Non-periodic solutions are an essential property of chaotic dynamical systems. Simulations with deterministic finite-precision numbers, however, always yield orbits that are eventually periodic. With 64-bit double-precision floating-point numbers such periodic orbits are typically negligible due to very long periods. The emerging trend to accelerate simulations with low-precision numbers, such as 16-bit half-precision floats, raises questions on the fidelity of such simulations of chaotic systems. Here, we revisit the 1-variable logistic map and the generalised Bernoulli map with various number formats and precisions: floats, posits and logarithmic fixed-point. Simulations are improved with higher precision but stochastic rounding prevents periodic orbits even at low precision. For larger systems the performance gain from low-precision simulations is often reinvested in higher resolution or complexity, increasing the number of variables. In the Lorenz 1996 system, the period lengths of orbits increase exponentially with the number of variables. Moreover, invariant measures are better approximated with an increased number of variables than with increased precision. Extrapolating to large simulations of natural systems, such as million-variable climate models, periodic orbit lengths are far beyond reach of present-day computers. Such orbits are therefore not expected to be problematic compared to high-precision simulations but the deviation of both from the continuum solution remains unclear.

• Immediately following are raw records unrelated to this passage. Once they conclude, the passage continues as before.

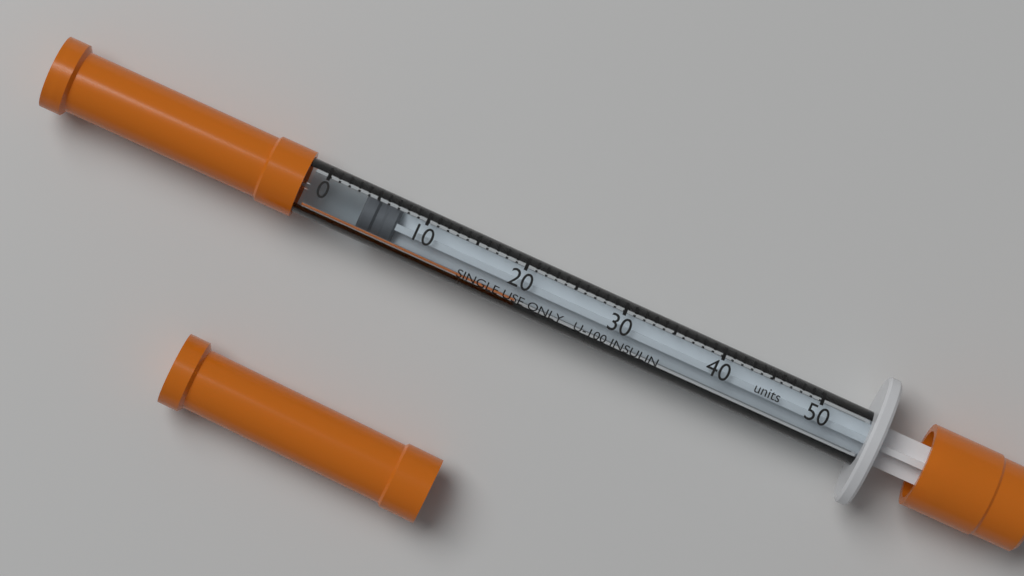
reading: 4 units
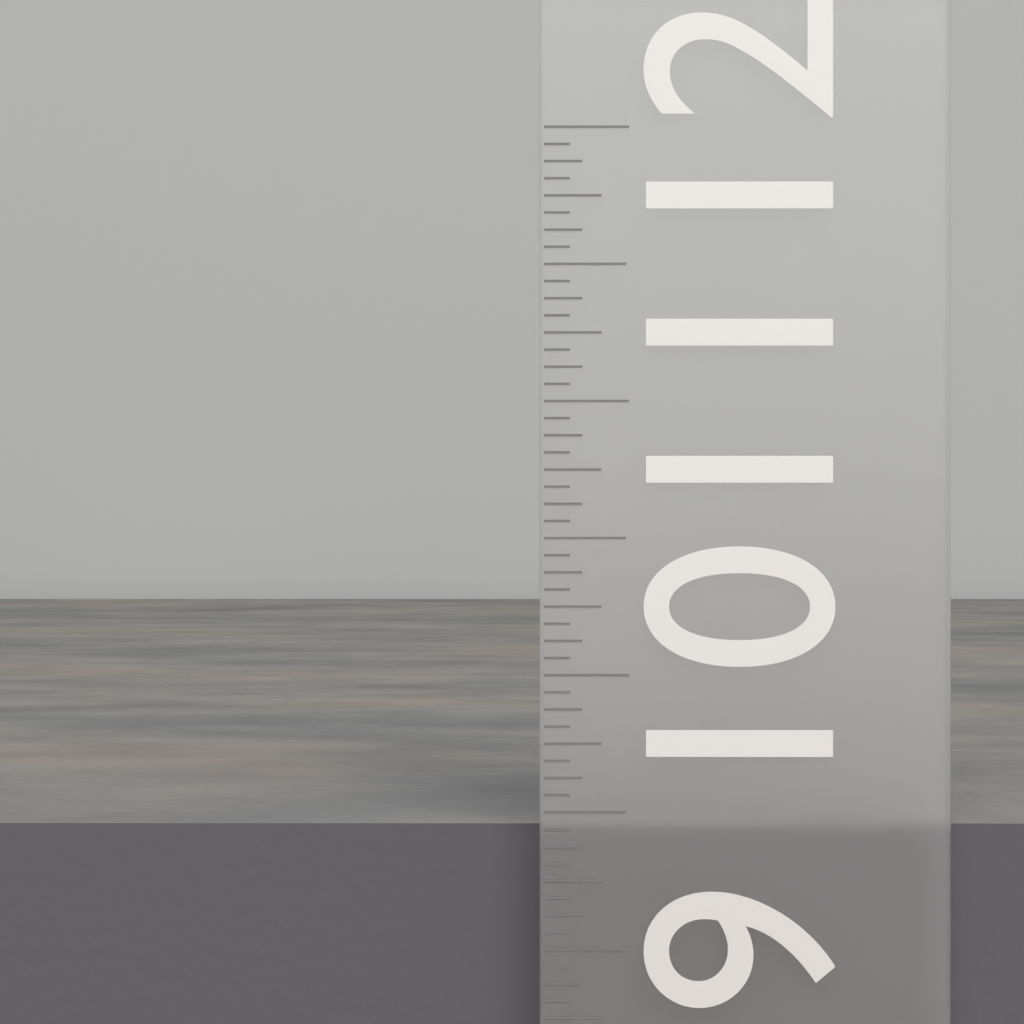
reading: 9.4375 in
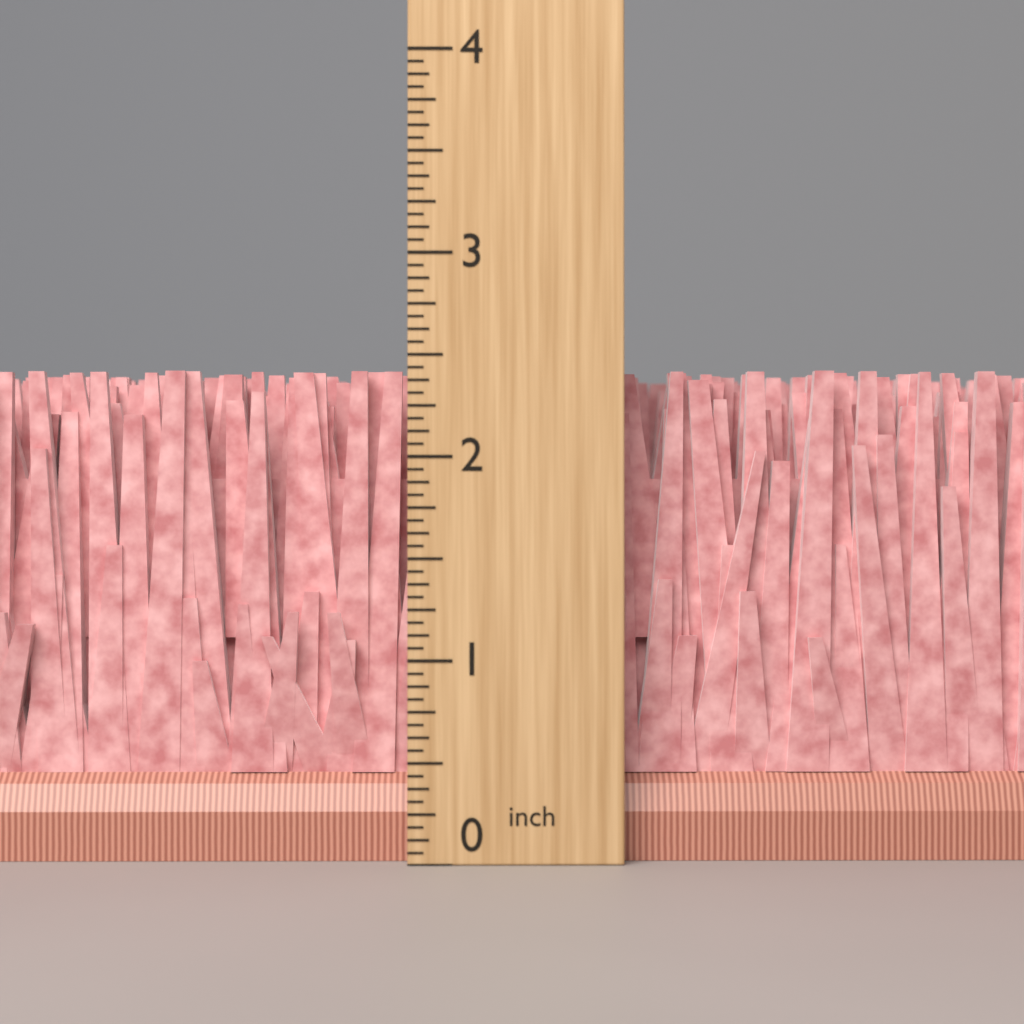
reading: 2.4375 inch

Sea surface warming patterns drive hydrological sensitivity uncertainties

Nature Climate Change Springer Nature (2023) 545-553

Authors:

Shipeng Zhang, Philip Stier, Guy Dagan, Chen Zhou, Minghuai Wang

Abstract:

The increase in global-mean precipitation with global-mean temperature (hydrological sensitivity; η) is constrained by the atmospheric energy budget, but its magnitude remains uncertain. Here we apply warming patch experiments to a climate model to demonstrate that the spatial pattern of sea surface warming can explain a wide range of η. Warming in tropical strongly ascending regions produces η values even larger than suggested by the Clausius–Clapeyron relationship (7% K−1), as the warming and moisture increases can propagate vertically and be transported globally through atmospheric dynamics. Differences in warming patterns are as important as different treatments of atmospheric physics in determining the spread of η in climate models. By accounting for the pattern effect, the global-mean precipitation over the past decades can be well reconstructed in terms of both magnitude and variability, indicating the vital role of the pattern effect in estimating future intensification of the hydrological cycle.